Paul downed the last of his black coffee. “Damn, I missed good coffee.”
“Beanies coffee was crap,” Emma assented. “They actually have decent pastries here, too.”
Emma’s eyes widened, a curse escaping her as she realized her mistake.
“I win,” Paul said smugly.
She laughed. “Whatever you say, dork.”
Emma moved around the kitchen almost rhythmically, preparing microwave popcorn and bringing out two cans of soda (Diet Coke for Paul and Sprite for herself), plus a pack of self-indulgent chips she'd been saving all week. A podcast played over the silence, telling some story about werewolves and mining town politics.
Movie night was a routine weekly tradition she’d established with Paul during the first few weeks of their life in Colorado, and it was her turn to pick the movie.
Usually, whoever wasn’t setting up the movie would get the snacks, but Ben Bridges’ terrifying new boss insisted he work overtime today. She didn’t mind, anyway. And maybe movie snacks served as a distraction from something small that had been bugging her all week.
After arriving back and settling in, Paul clearly took notice.
He blinked. “Is there something else you wanna watch?”
“Huh?”
“You have that look,” he said, “the I’ve been thinking about something but Paul will probably hate it look.”
“Oh. It's nothing, just—” Emma sighed. There was no use getting around this, huh? “Netflix just added The Case of the Gilded Lily to their catalogue.”
“Oh, the noir short film, yeah? The one about a blackmail investigation?” Paul piped up. “I’ve never watched it but I heard it’s really good.”
“A classic,” she assented wistfully, “I used to watch it a lot when I was a kid. It was one of my favourites.”
“Okay, let's watch that, then,’ he decided happily. After a moment, Paul's face fell. “What’s wrong?”
She glanced down, almost sheepish. “There… might be some singing involved.”
“Oh.”
Since they’d arrived in Colorado some months ago, Emma and Paul had barely listened to anything more than maybe thirty seconds total of music. Music and musicals were different, but the Apotheosis had been too recent a wound for them not to visualize anything but guns, blue and choreography.

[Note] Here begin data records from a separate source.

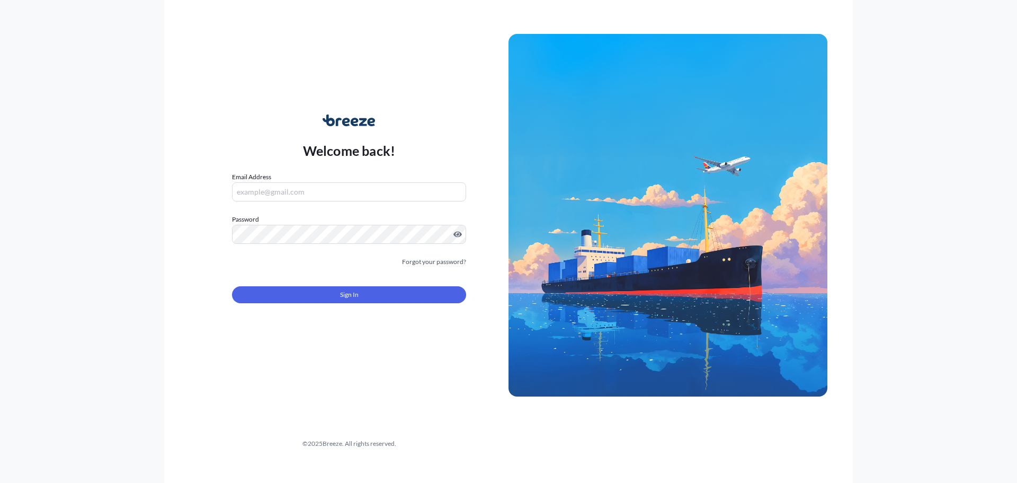 Image resolution: width=1017 pixels, height=483 pixels. Describe the element at coordinates (434, 262) in the screenshot. I see `a: Forgot your password?` at that location.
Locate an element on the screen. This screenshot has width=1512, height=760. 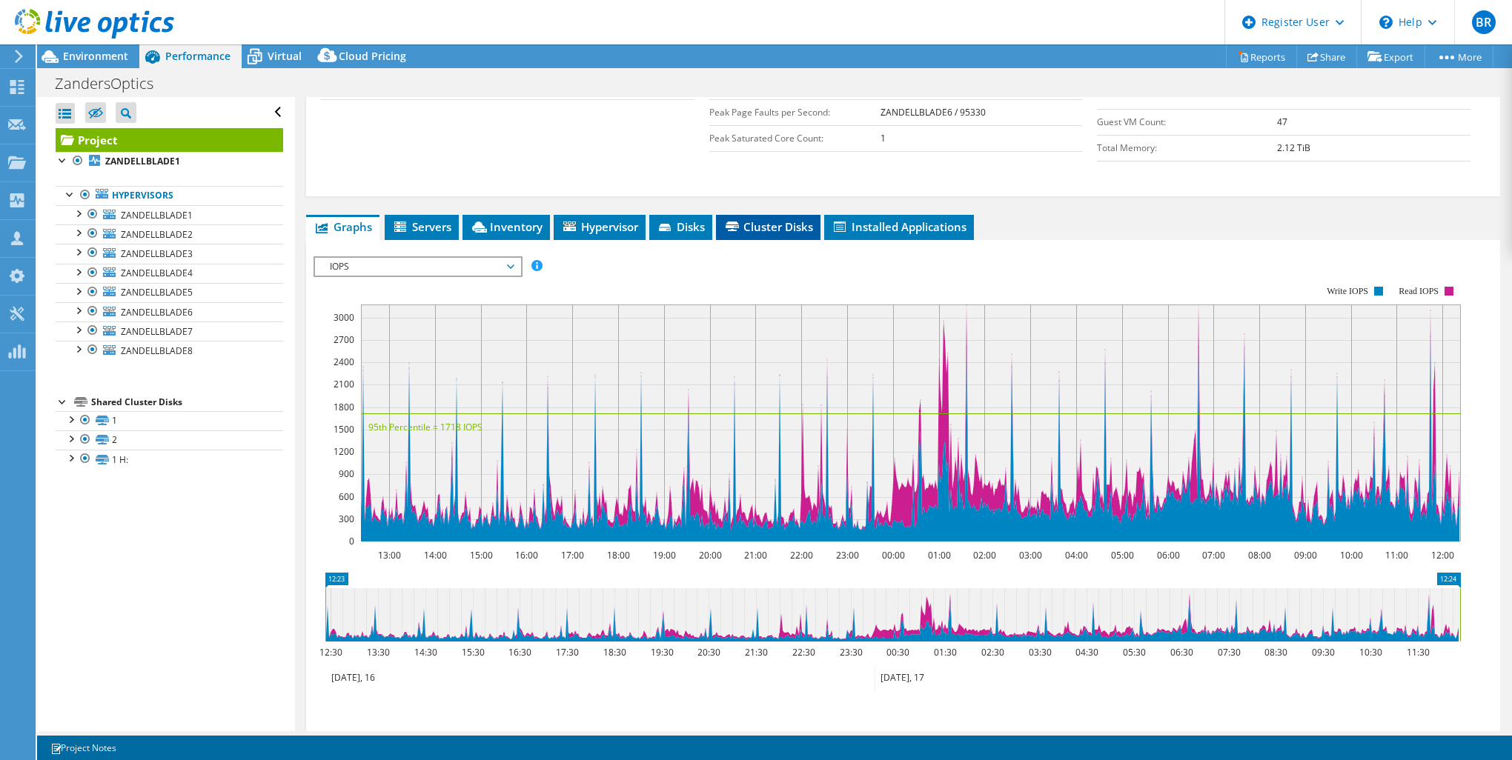
td: Peak Page Faults per Second: is located at coordinates (794, 112).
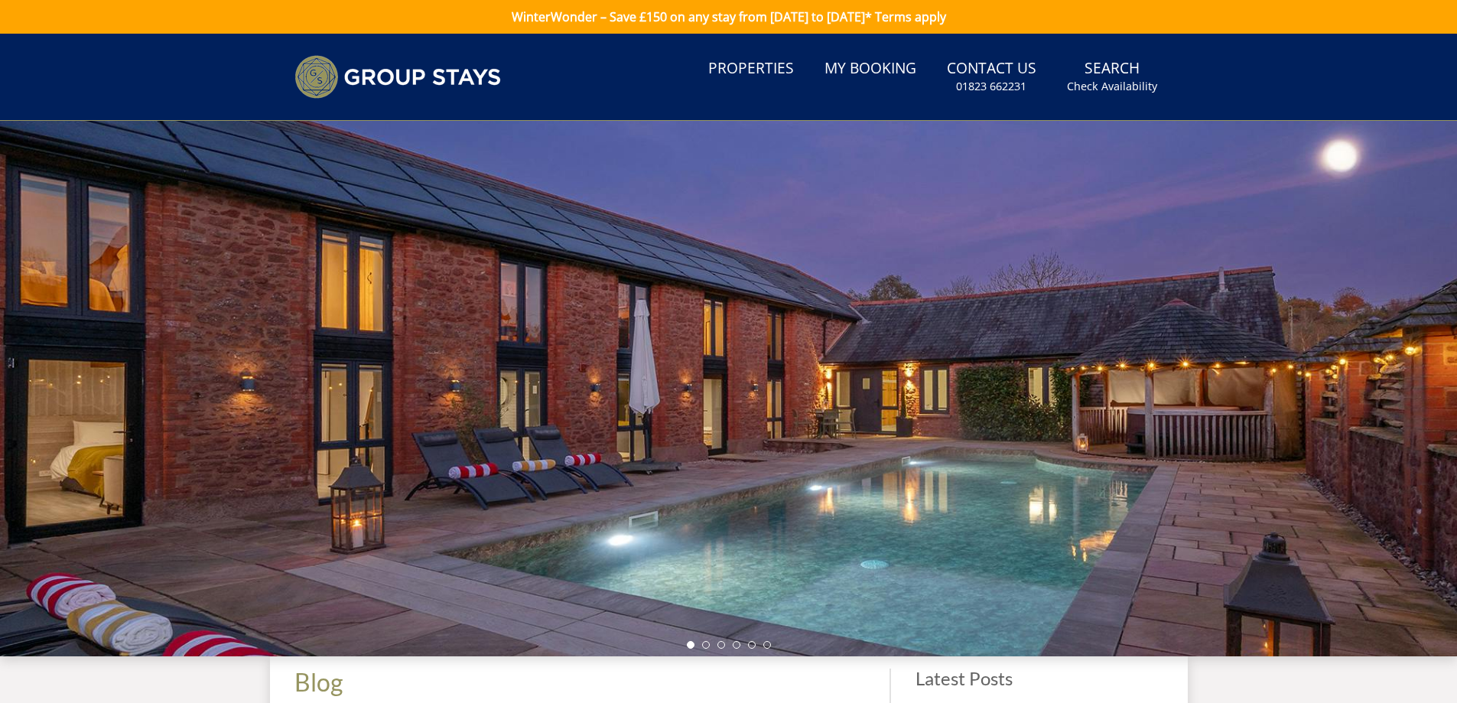 This screenshot has height=703, width=1457. What do you see at coordinates (318, 682) in the screenshot?
I see `a: Blog` at bounding box center [318, 682].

Melophobia didn’t quite fit the bill since it implied irrationality, but that’s what they’d been calling it. A melophobia nobody but them could understand.
“Yeah,” she winced.
Paul stood for a moment in thought, rubbing her shoulder absentmindedly. She hadn’t even realized how tense it was. "Well… is it like a full-blown musical?”

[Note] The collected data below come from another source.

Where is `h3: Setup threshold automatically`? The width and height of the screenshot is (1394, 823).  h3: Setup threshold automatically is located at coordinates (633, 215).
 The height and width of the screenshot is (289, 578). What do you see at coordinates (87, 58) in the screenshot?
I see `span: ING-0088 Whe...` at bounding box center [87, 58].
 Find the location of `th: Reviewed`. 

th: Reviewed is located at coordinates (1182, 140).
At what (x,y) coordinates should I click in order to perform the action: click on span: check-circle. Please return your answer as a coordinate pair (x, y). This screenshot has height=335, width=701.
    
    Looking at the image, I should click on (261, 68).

Emma scrunched her nose. She shuddered at the thought. “Geez, ‘course not. There’s just one song, plus some of those sung voiceover scene transitions.”

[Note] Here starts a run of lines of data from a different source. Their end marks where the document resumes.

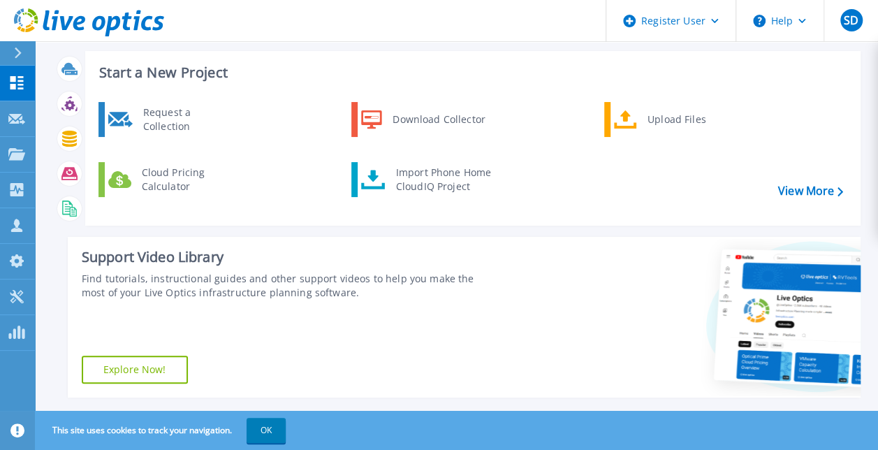  What do you see at coordinates (170, 119) in the screenshot?
I see `a: Request a Collection` at bounding box center [170, 119].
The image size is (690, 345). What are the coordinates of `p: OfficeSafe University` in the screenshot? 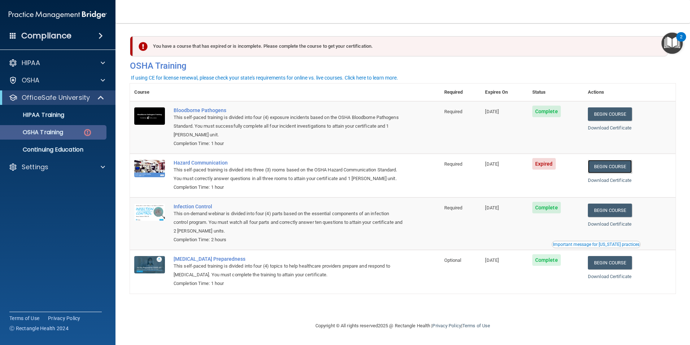 It's located at (56, 98).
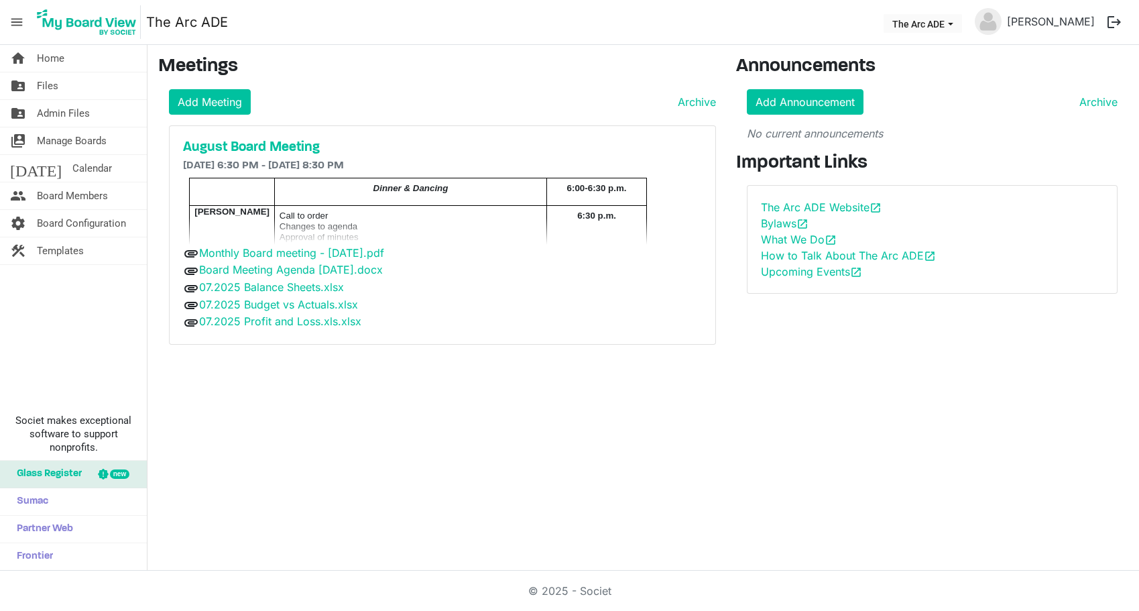  Describe the element at coordinates (63, 113) in the screenshot. I see `span: Admin Files` at that location.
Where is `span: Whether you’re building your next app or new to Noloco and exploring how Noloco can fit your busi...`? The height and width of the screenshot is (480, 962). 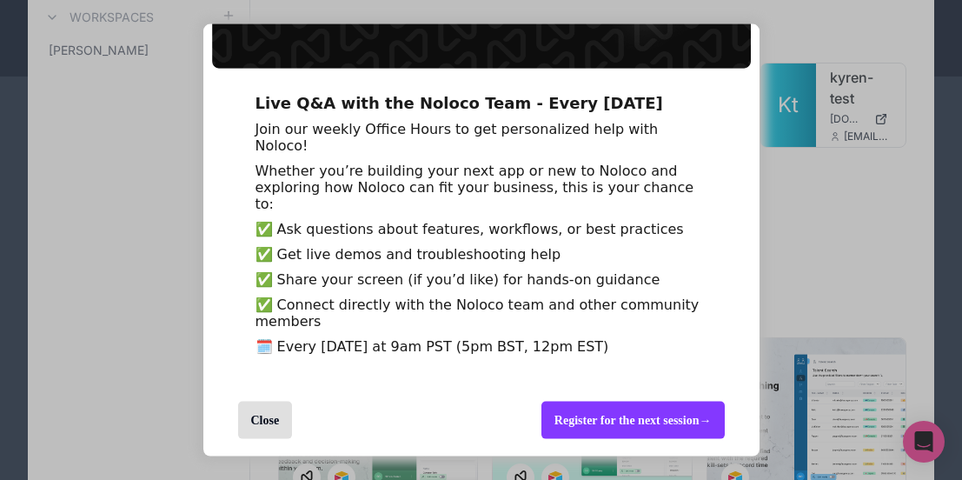 span: Whether you’re building your next app or new to Noloco and exploring how Noloco can fit your busi... is located at coordinates (474, 187).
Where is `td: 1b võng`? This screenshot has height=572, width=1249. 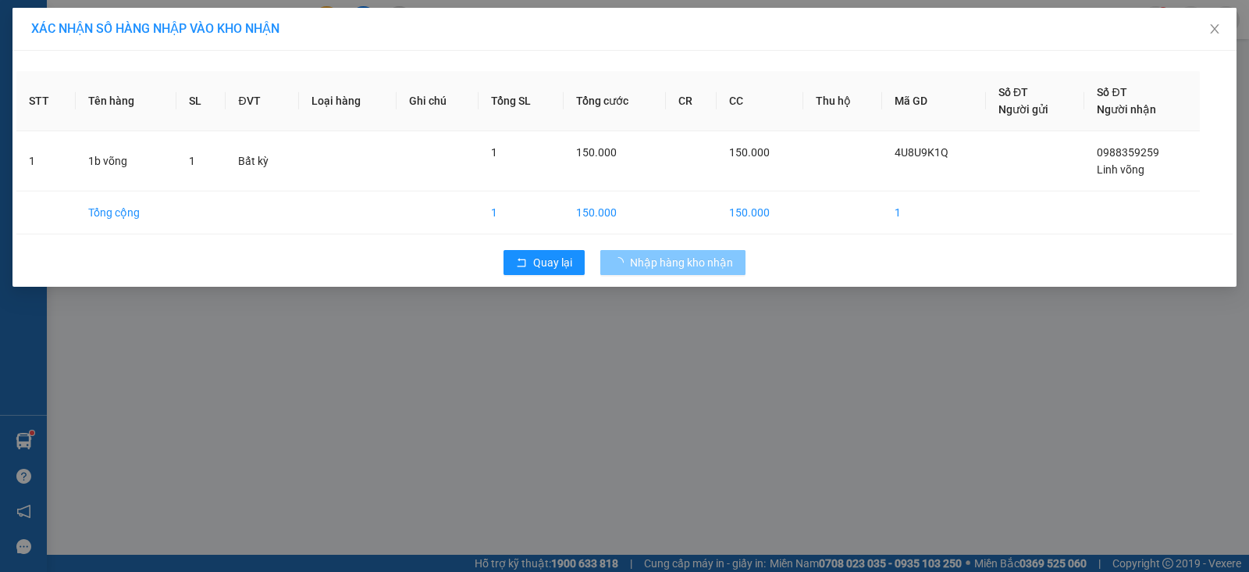 td: 1b võng is located at coordinates (126, 161).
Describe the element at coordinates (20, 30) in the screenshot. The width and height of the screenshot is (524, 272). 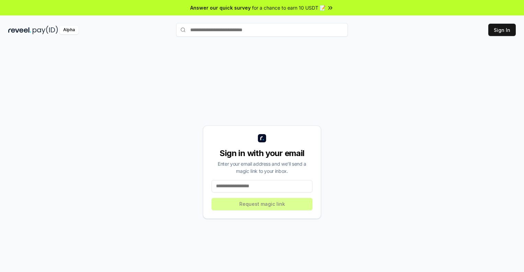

“Do you think you'll be okay with watching it?" he asked after a thoughtful hum.
"I think I can handle it," she said. "Can you?"
He nodded slowly, clicking its poster and pressing play. “Besides, you know this movie and which parts the singing comes in. We can always skip or mute it, right? Or just stop altogether.”
Emma smiled, leaning into him. “I’m here for you if it gets too much.”
“Me too,” Paul murmured quietly.
She could see it all so vividly, and that might be the cruelest thing of all.
Emma thought she’d found solace in Paul’s arms that moment. That they’d made it out of their perpetually awful dumpster fire of a town. Funny how one note can turn everything into ash and dust.
Paul yanked her up, still smiling as if nothing were wrong. She could do nothing but sob as her jaw snapped from its joints with a resounding crack! Her throat burned with blue slime and fear.
And, with her last breath and all the could-have-been futures fading away, she let the Apotheosis rip through her.